Analysis updated 2026-07-03
Find a free open-source tool to host a status page on GitHub Pages with no server required
Compare paid managed status page services before choosing one for a SaaS product
Check whether a major cloud provider's status page reports an active incident to rule out external causes for your own outage
Pick a self-hosted Docker-based status page app that integrates with GitHub Issues for incident reporting
| ivbeg/awesome-status-pages | polyaxon/polyaxon | springdoc/springdoc-openapi | |
|---|---|---|---|
| Stars | 3,706 | 3,706 | 3,706 |
| Language | — | — | Java |
| Setup difficulty | easy | hard | easy |
| Complexity | 1/5 | 4/5 | 2/5 |
| Audience | ops devops | data | developer |
Figures from each repo's GitHub metadata at analysis time.
This repository is a curated list of tools and services for creating and monitoring status pages. A status page is a public-facing website that shows whether a company's services are working or down, typically updated in real time during outages so customers can see what is happening without needing to contact support. This list collects the main options across open-source software, paid services, and public status pages run by major internet companies. The open-source section is the largest part. It covers tools at very different levels of complexity: simple bash scripts or static HTML generators you can host on GitHub Pages for free, self-hosted Node.js or Python applications that run as Docker containers, Rails plugins that add a health-check endpoint to an existing app, and more sophisticated platforms designed to run on Kubernetes. Several entries integrate directly with GitHub Actions and GitHub Issues, so incidents are reported through the same workflow many teams already use for code. The services section lists commercial hosted options where you pay for a managed status page without running your own server. The public status pages section links to the status dashboards of major companies and cloud providers, which can be useful when investigating whether an outage is on your side or theirs. The repository follows the "awesome list" convention common on GitHub: it is a structured collection of annotated links rather than a codebase. It contains no runnable code of its own. The maintainer has added a note that AI-generated pull requests are not accepted and will result in a permanent ban for the submitter, with the proposed service excluded from the list.
A curated list of tools, services, and real-world examples for building status pages, the public dashboards that show customers whether your website or app is up or down.
License information was not described in the explanation.
Setup difficulty is rated easy, with roughly 5min to a first successful run.
Mainly ops devops.
This repo across BitVibe Labs
Verify against the repo before relying on details.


What you return should match every record exactly, with the images removed.

Dataset entries on figures:
----------------------------------------

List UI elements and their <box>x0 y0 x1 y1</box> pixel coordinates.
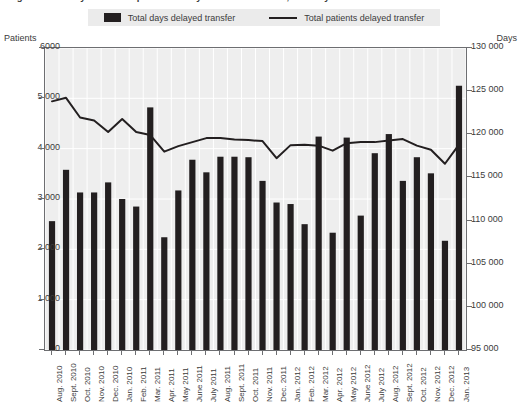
x-tick-mark-24 <box>388 351 389 355</box>
x-tick-8: Apr. 2011 <box>167 368 176 402</box>
x-tick-9: May 2011 <box>181 367 190 402</box>
x-tick-28: Dec. 2012 <box>447 366 456 402</box>
bar-12 <box>217 157 223 350</box>
right-tick-mark-0 <box>467 47 472 48</box>
left-tick-mark-5 <box>39 299 44 300</box>
x-tick-24: Aug. 2012 <box>391 366 400 402</box>
legend-label-days: Total days delayed transfer <box>128 13 236 23</box>
left-tick-mark-3 <box>39 198 44 199</box>
x-tick-25: Sept. 2012 <box>405 363 414 402</box>
right-tick-mark-1 <box>467 90 472 91</box>
bar-1 <box>63 170 69 350</box>
line-swatch-icon <box>269 17 297 19</box>
x-tick-mark-5 <box>121 351 122 355</box>
x-tick-mark-26 <box>416 351 417 355</box>
chart-legend: Total days delayed transfer Total patien… <box>88 9 440 26</box>
left-tick-mark-1 <box>39 97 44 98</box>
bar-21 <box>344 138 350 350</box>
x-tick-22: June 2012 <box>363 365 372 402</box>
x-tick-mark-4 <box>107 351 108 355</box>
x-tick-3: Nov. 2010 <box>97 366 106 402</box>
left-axis-title: Patients <box>4 33 37 43</box>
x-tick-15: Nov. 2011 <box>265 367 274 402</box>
x-tick-mark-17 <box>290 351 291 355</box>
x-tick-mark-2 <box>79 351 80 355</box>
x-tick-0: Aug. 2010 <box>55 366 64 402</box>
right-tick-mark-5 <box>467 263 472 264</box>
x-tick-mark-19 <box>318 351 319 355</box>
x-tick-29: Jan. 2013 <box>462 367 471 402</box>
left-tick-mark-4 <box>39 248 44 249</box>
x-tick-mark-9 <box>177 351 178 355</box>
x-tick-14: Oct. 2011 <box>251 368 260 402</box>
left-tick-mark-2 <box>39 148 44 149</box>
left-tick-mark-6 <box>39 349 44 350</box>
right-tick-4: 110 000 <box>471 214 503 224</box>
bar-29 <box>456 86 462 350</box>
x-tick-21: May 2012 <box>349 367 358 402</box>
x-tick-7: Mar. 2011 <box>153 367 162 402</box>
bar-22 <box>358 216 364 350</box>
x-tick-19: Mar. 2012 <box>321 366 330 402</box>
x-tick-mark-20 <box>332 351 333 355</box>
left-tick-3: 3 000 <box>37 192 60 202</box>
x-tick-18: Feb. 2012 <box>307 366 316 402</box>
left-tick-5: 1 000 <box>37 293 60 303</box>
x-tick-mark-28 <box>444 351 445 355</box>
x-tick-mark-7 <box>149 351 150 355</box>
right-tick-mark-2 <box>467 133 472 134</box>
x-tick-mark-14 <box>248 351 249 355</box>
x-tick-2: Oct. 2010 <box>83 367 92 402</box>
plot-area <box>44 47 467 351</box>
x-tick-13: Sept. 2011 <box>237 364 246 402</box>
right-tick-mark-7 <box>467 349 472 350</box>
x-tick-20: Apr. 2012 <box>335 368 344 402</box>
x-tick-4: Dec. 2010 <box>111 366 120 402</box>
bar-8 <box>161 237 167 350</box>
x-tick-11: July 2011 <box>209 368 218 402</box>
x-tick-27: Nov. 2012 <box>433 366 442 402</box>
bar-10 <box>189 160 195 350</box>
bar-17 <box>287 204 293 350</box>
left-tick-mark-0 <box>39 47 44 48</box>
right-tick-6: 100 000 <box>471 300 504 310</box>
bar-13 <box>231 157 237 350</box>
bar-23 <box>372 153 378 350</box>
right-tick-mark-4 <box>467 220 472 221</box>
right-tick-7: 95 000 <box>471 343 499 353</box>
right-tick-3: 115 000 <box>471 170 503 180</box>
right-tick-0: 130 000 <box>471 41 504 51</box>
figure-title: Figure: Total days and total patients de… <box>8 0 330 2</box>
bar-11 <box>203 172 209 350</box>
right-tick-1: 125 000 <box>471 84 504 94</box>
bar-15 <box>259 181 265 350</box>
x-tick-mark-21 <box>346 351 347 355</box>
x-tick-23: July 2012 <box>377 368 386 402</box>
bar-swatch-icon <box>104 13 121 22</box>
x-tick-16: Dec. 2011 <box>279 366 288 402</box>
x-tick-mark-18 <box>304 351 305 355</box>
left-tick-0: 6000 <box>40 41 60 51</box>
bar-20 <box>330 233 336 350</box>
bar-26 <box>414 157 420 350</box>
left-tick-4: 2 000 <box>37 242 60 252</box>
x-tick-mark-16 <box>276 351 277 355</box>
bar-18 <box>302 224 308 350</box>
x-tick-mark-10 <box>191 351 192 355</box>
bar-5 <box>119 199 125 350</box>
x-tick-10: June 2011 <box>195 365 204 402</box>
x-tick-mark-0 <box>51 351 52 355</box>
x-tick-mark-3 <box>93 351 94 355</box>
bar-3 <box>91 192 97 350</box>
bar-16 <box>273 203 279 350</box>
bar-2 <box>77 192 83 350</box>
legend-item-days: Total days delayed transfer <box>104 13 236 23</box>
bar-19 <box>316 137 322 350</box>
figure-title-strip: Figure: Total days and total patients de… <box>0 0 521 7</box>
left-tick-1: 5 000 <box>37 91 60 101</box>
bar-9 <box>175 190 181 350</box>
x-tick-mark-23 <box>374 351 375 355</box>
bar-0 <box>49 221 55 350</box>
bar-28 <box>442 241 448 350</box>
x-tick-mark-25 <box>402 351 403 355</box>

----------------------------------------

Solution below.
List UI elements and their <box>x0 y0 x1 y1</box> pixel coordinates.
x-tick-mark-24 <box>388 351 389 355</box>
x-tick-8: Apr. 2011 <box>167 368 176 402</box>
x-tick-9: May 2011 <box>181 367 190 402</box>
x-tick-28: Dec. 2012 <box>447 366 456 402</box>
bar-12 <box>217 157 223 350</box>
right-tick-mark-0 <box>467 47 472 48</box>
left-tick-mark-5 <box>39 299 44 300</box>
x-tick-24: Aug. 2012 <box>391 366 400 402</box>
legend-label-days: Total days delayed transfer <box>128 13 236 23</box>
left-tick-mark-3 <box>39 198 44 199</box>
x-tick-25: Sept. 2012 <box>405 363 414 402</box>
right-tick-mark-1 <box>467 90 472 91</box>
bar-1 <box>63 170 69 350</box>
line-swatch-icon <box>269 17 297 19</box>
x-tick-mark-5 <box>121 351 122 355</box>
x-tick-mark-26 <box>416 351 417 355</box>
chart-legend: Total days delayed transfer Total patien… <box>88 9 440 26</box>
left-tick-mark-1 <box>39 97 44 98</box>
bar-21 <box>344 138 350 350</box>
x-tick-22: June 2012 <box>363 365 372 402</box>
x-tick-mark-4 <box>107 351 108 355</box>
x-tick-3: Nov. 2010 <box>97 366 106 402</box>
left-axis-title: Patients <box>4 33 37 43</box>
x-tick-15: Nov. 2011 <box>265 367 274 402</box>
x-tick-mark-17 <box>290 351 291 355</box>
x-tick-mark-2 <box>79 351 80 355</box>
x-tick-0: Aug. 2010 <box>55 366 64 402</box>
right-tick-mark-5 <box>467 263 472 264</box>
x-tick-mark-19 <box>318 351 319 355</box>
x-tick-29: Jan. 2013 <box>462 367 471 402</box>
left-tick-mark-4 <box>39 248 44 249</box>
x-tick-mark-9 <box>177 351 178 355</box>
x-tick-14: Oct. 2011 <box>251 368 260 402</box>
left-tick-mark-2 <box>39 148 44 149</box>
left-tick-mark-6 <box>39 349 44 350</box>
right-tick-4: 110 000 <box>471 214 503 224</box>
bar-29 <box>456 86 462 350</box>
x-tick-21: May 2012 <box>349 367 358 402</box>
x-tick-7: Mar. 2011 <box>153 367 162 402</box>
bar-22 <box>358 216 364 350</box>
x-tick-19: Mar. 2012 <box>321 366 330 402</box>
x-tick-mark-20 <box>332 351 333 355</box>
left-tick-3: 3 000 <box>37 192 60 202</box>
x-tick-18: Feb. 2012 <box>307 366 316 402</box>
left-tick-5: 1 000 <box>37 293 60 303</box>
x-tick-mark-28 <box>444 351 445 355</box>
x-tick-mark-7 <box>149 351 150 355</box>
right-tick-mark-2 <box>467 133 472 134</box>
x-tick-mark-14 <box>248 351 249 355</box>
x-tick-2: Oct. 2010 <box>83 367 92 402</box>
plot-area <box>44 47 467 351</box>
x-tick-13: Sept. 2011 <box>237 364 246 402</box>
right-tick-mark-7 <box>467 349 472 350</box>
x-tick-20: Apr. 2012 <box>335 368 344 402</box>
x-tick-4: Dec. 2010 <box>111 366 120 402</box>
bar-8 <box>161 237 167 350</box>
x-tick-11: July 2011 <box>209 368 218 402</box>
x-tick-27: Nov. 2012 <box>433 366 442 402</box>
bar-10 <box>189 160 195 350</box>
bar-17 <box>287 204 293 350</box>
left-tick-mark-0 <box>39 47 44 48</box>
right-tick-6: 100 000 <box>471 300 504 310</box>
bar-13 <box>231 157 237 350</box>
bar-23 <box>372 153 378 350</box>
right-tick-mark-4 <box>467 220 472 221</box>
right-tick-7: 95 000 <box>471 343 499 353</box>
right-tick-3: 115 000 <box>471 170 503 180</box>
right-tick-0: 130 000 <box>471 41 504 51</box>
figure-title: Figure: Total days and total patients de… <box>8 0 330 2</box>
bar-11 <box>203 172 209 350</box>
right-tick-1: 125 000 <box>471 84 504 94</box>
bar-15 <box>259 181 265 350</box>
x-tick-mark-21 <box>346 351 347 355</box>
x-tick-23: July 2012 <box>377 368 386 402</box>
bar-swatch-icon <box>104 13 121 22</box>
x-tick-16: Dec. 2011 <box>279 366 288 402</box>
x-tick-mark-18 <box>304 351 305 355</box>
left-tick-0: 6000 <box>40 41 60 51</box>
bar-20 <box>330 233 336 350</box>
bar-26 <box>414 157 420 350</box>
left-tick-4: 2 000 <box>37 242 60 252</box>
x-tick-mark-16 <box>276 351 277 355</box>
bar-18 <box>302 224 308 350</box>
x-tick-mark-10 <box>191 351 192 355</box>
bar-5 <box>119 199 125 350</box>
x-tick-10: June 2011 <box>195 365 204 402</box>
x-tick-mark-0 <box>51 351 52 355</box>
x-tick-mark-3 <box>93 351 94 355</box>
bar-3 <box>91 192 97 350</box>
bar-16 <box>273 203 279 350</box>
bar-2 <box>77 192 83 350</box>
legend-item-days: Total days delayed transfer <box>104 13 236 23</box>
bar-19 <box>316 137 322 350</box>
figure-title-strip: Figure: Total days and total patients de… <box>0 0 521 7</box>
left-tick-1: 5 000 <box>37 91 60 101</box>
bar-9 <box>175 190 181 350</box>
x-tick-mark-23 <box>374 351 375 355</box>
bar-0 <box>49 221 55 350</box>
bar-28 <box>442 241 448 350</box>
x-tick-mark-25 <box>402 351 403 355</box>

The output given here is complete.